Drawing on the theoretical underpinnings of Gyanendra Pandey’s work on the construction of minorityhood in India, this article explores how Kurds became a minority in the context of foreign intervention in the Ottoman Empire and how a new discourse surrounding ‘minorities’, citizenship and rights became elements in a wider discourse on modernity, civilization, sovereignty, identity, citizenship and power. This article ultimately traces the minoritization of the Kurds and how Kurds became minoritized after, but along with, Armenians. Of particular interest in the present study is how fresh thinking in the field of borderlands history can help illuminate other angles of the minoritization process, here, namely, its connection to territoriality. Thus, here I add to Pandey’s concept of ‘marked citizenship’ to reflect on what I call ‘marked territoriality’ as the companion feature in the process of making minorities. I also suggest that the case study I explore in this article may help us tweak the periodization of territoriality itself.


Author(s):  
Ryan Hall

The introduction begins with the story of Bull Back Fat, a Blackfoot chief who visited both American and British fur traders in 1832 to remind them of their obligations to Blackfoot people. Bull Back Fat was one in a long line of savvy Blackfoot diplomats who, between 1720 and 1877, used the unique borderlands geography of Blackfoot homelands to preserve their influence, sovereignty, and way of life. By telling the story of the three Blackfoot nations (Siksika, Kainai, and Piikani) and their engagement with colonial change, this book contributes to growing scholarly conversations on Indigenous agency, borderlands history, and early North American history.


Author(s):  
Paul A. Schroeder Rodríguez

This article focuses on cinematic representations of the Latinx experience of the B/borderlands over the course of five distinct periods: silent cinema (1900s–1920s), commercial sound cinema (1930s–1960s), social problem films (1930s–1950s), New Latinx cinema (1970s), mainstream televisual cinema (1980s–1990s), and cinema in the digital age (2000s–present). Throughout her book Borderlands / La Frontera, Anzaldúa associates lowercase borderlands with destructive confrontations, and uppercase Borderlands with productive transformations. By this double definition, cinematic representations of the Latinx borderlands with a lowercase b have always dominated the big screen via Latinx characters who are either negative stereotypes or simply absent.
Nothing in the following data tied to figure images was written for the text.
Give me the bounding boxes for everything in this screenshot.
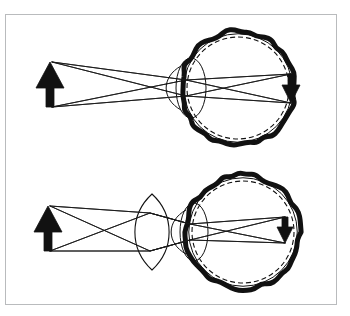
- panels-layer: [34, 30, 301, 291]
- object-arrow: [36, 62, 64, 107]
- object-arrow: [34, 206, 62, 251]
- eye-ray-diagram: Optical ray diagram of the human eye: un…: [0, 0, 350, 316]
- uncorrected-eye-panel: [36, 30, 300, 145]
- corrected-eye-panel: [34, 173, 301, 290]
- cornea: [166, 66, 181, 110]
- corrective-convex-lens: [135, 194, 169, 270]
- figure-root: Optical ray diagram of the human eye: un…: [0, 0, 350, 316]
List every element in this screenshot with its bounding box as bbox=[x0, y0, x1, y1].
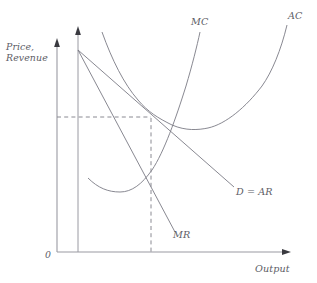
demand-ar-curve bbox=[78, 50, 234, 187]
demand-ar-curve-label: D = AR bbox=[236, 186, 273, 197]
y-axis-arrow-icon bbox=[54, 38, 60, 47]
economics-diagram-canvas: Price,Revenue MC AC D = AR MR Output 0 bbox=[0, 0, 317, 283]
secondary-vertical-arrow-icon bbox=[75, 26, 81, 35]
x-axis-arrow-icon bbox=[282, 249, 291, 255]
mr-curve-label: MR bbox=[173, 229, 190, 240]
origin-label: 0 bbox=[45, 249, 51, 260]
average-cost-curve bbox=[102, 25, 287, 130]
y-axis-label: Price,Revenue bbox=[6, 41, 48, 63]
marginal-revenue-curve bbox=[78, 50, 175, 232]
y-axis-label-line2: Revenue bbox=[6, 52, 48, 63]
mc-curve-label: MC bbox=[191, 16, 208, 27]
x-axis-label: Output bbox=[255, 263, 290, 274]
ac-curve-label: AC bbox=[288, 10, 302, 21]
marginal-cost-curve bbox=[88, 32, 200, 192]
y-axis-label-line1: Price, bbox=[6, 41, 34, 52]
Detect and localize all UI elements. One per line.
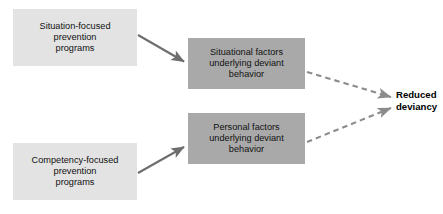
arrow-competency-programs-to-personal-factors bbox=[138, 147, 184, 173]
arrow-situational-factors-to-reduced-deviancy bbox=[307, 72, 391, 97]
diagram-canvas: Situation-focused prevention programs Co… bbox=[0, 0, 443, 214]
node-reduced-deviancy: Reduced deviancy bbox=[396, 89, 443, 113]
node-situational-factors: Situational factors underlying deviant b… bbox=[188, 38, 305, 89]
node-competency-focused-prevention-programs: Competency-focused prevention programs bbox=[13, 143, 137, 200]
arrow-personal-factors-to-reduced-deviancy bbox=[307, 108, 391, 142]
node-situation-focused-prevention-programs: Situation-focused prevention programs bbox=[13, 9, 137, 66]
arrow-situation-programs-to-situational-factors bbox=[138, 35, 184, 62]
node-personal-factors: Personal factors underlying deviant beha… bbox=[188, 113, 305, 164]
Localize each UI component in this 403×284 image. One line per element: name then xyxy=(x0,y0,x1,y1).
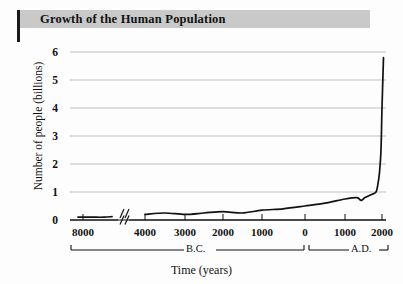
figure-panel: Growth of the Human Population Number of… xyxy=(0,0,403,284)
era-label-bc: B.C. xyxy=(184,243,207,254)
era-label-ad: A.D. xyxy=(349,243,373,254)
era-bracket-svg xyxy=(0,0,403,284)
x-axis-title: Time (years) xyxy=(0,263,403,278)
But even as early as the silent period there have been attempts to represent the complex and oftentimes contradictory perspectives of the Latinx experience of the Borderlands with a capital B, where the switching of cultural, cinematic, and linguistic codes creates a new language: the language of a Borderlands cinema.


Author(s):  
Tyler Boulware

This chapter introduces and assesses the roles horses played in the economies and societies of eighteenth-century southeastern Indians. Villagers throughout the region found horses essential in hunting, trade, and war. If the future of borderlands history centers partly on issues of spatial mobility and ambiguities of power, then horses are especially relevant to borderlands scholarship. In the early South, horses facilitated cross-cultural and economic exchanges while undermining the structures of authority for both Indians and whites. A closer look at the interrelationship between Indians, horses, and the environment affords new insights into borderlands history by underscoring how human and animal mobility not only complicated territorial boundaries and cross-cultural interactions but also subtly modified the socioeconomic foundations and ecological landscape of southeastern Indians.